Կոմիտաս (Սողոմոն Սողոմոնյան)

Priest, Musicologist, and Composer · 1869–1935

Who is Komitas?

Komitas, born Soghomon Soghomonian, was an Ottoman-Armenian priest, composer, and musicologist widely regarded as the founder of the Armenian national school of music and a pioneer of ethnomusicology. Orphaned young, he was raised and educated at the Gevorgian Seminary in Etchmiadzin, Armenia's religious center, and was ordained a celibate priest, or vardapet, in 1895, becoming known thereafter as Komitas Vardapet. He traveled through Armenian villages transcribing thousands of folk songs sung by peasants, who affectionately called him the "note-taking priest," and in 1903 he published one of the first collections of Kurdish folk melodies.
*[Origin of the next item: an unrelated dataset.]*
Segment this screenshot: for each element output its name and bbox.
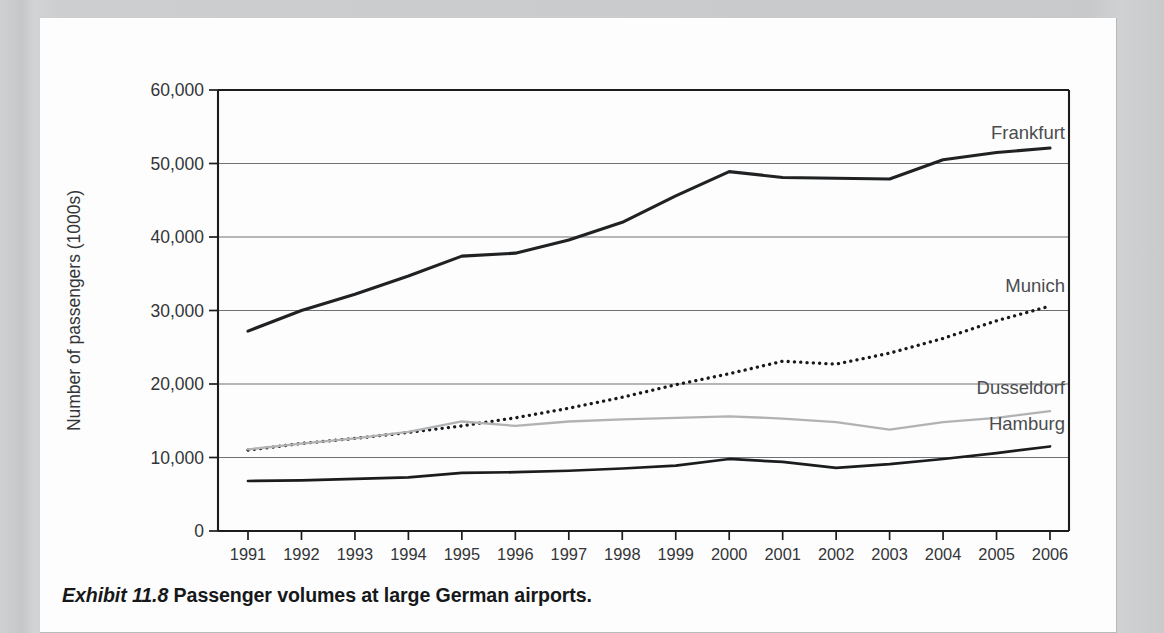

After further study in Berlin from 1896 to 1899, he composed original works based on Armenian folk motifs and led a choir that performed across Europe, earning praise from Claude Debussy. He relocated to Constantinople in 1910 to reach wider audiences, but in April 1915 he was arrested and deported along with hundreds of other Armenian intellectuals at the start of the Armenian Genocide. Though released, the trauma of what he witnessed left him with a severe breakdown from which he never recovered, and he spent his final two decades in psychiatric care near Paris, where he died in 1935.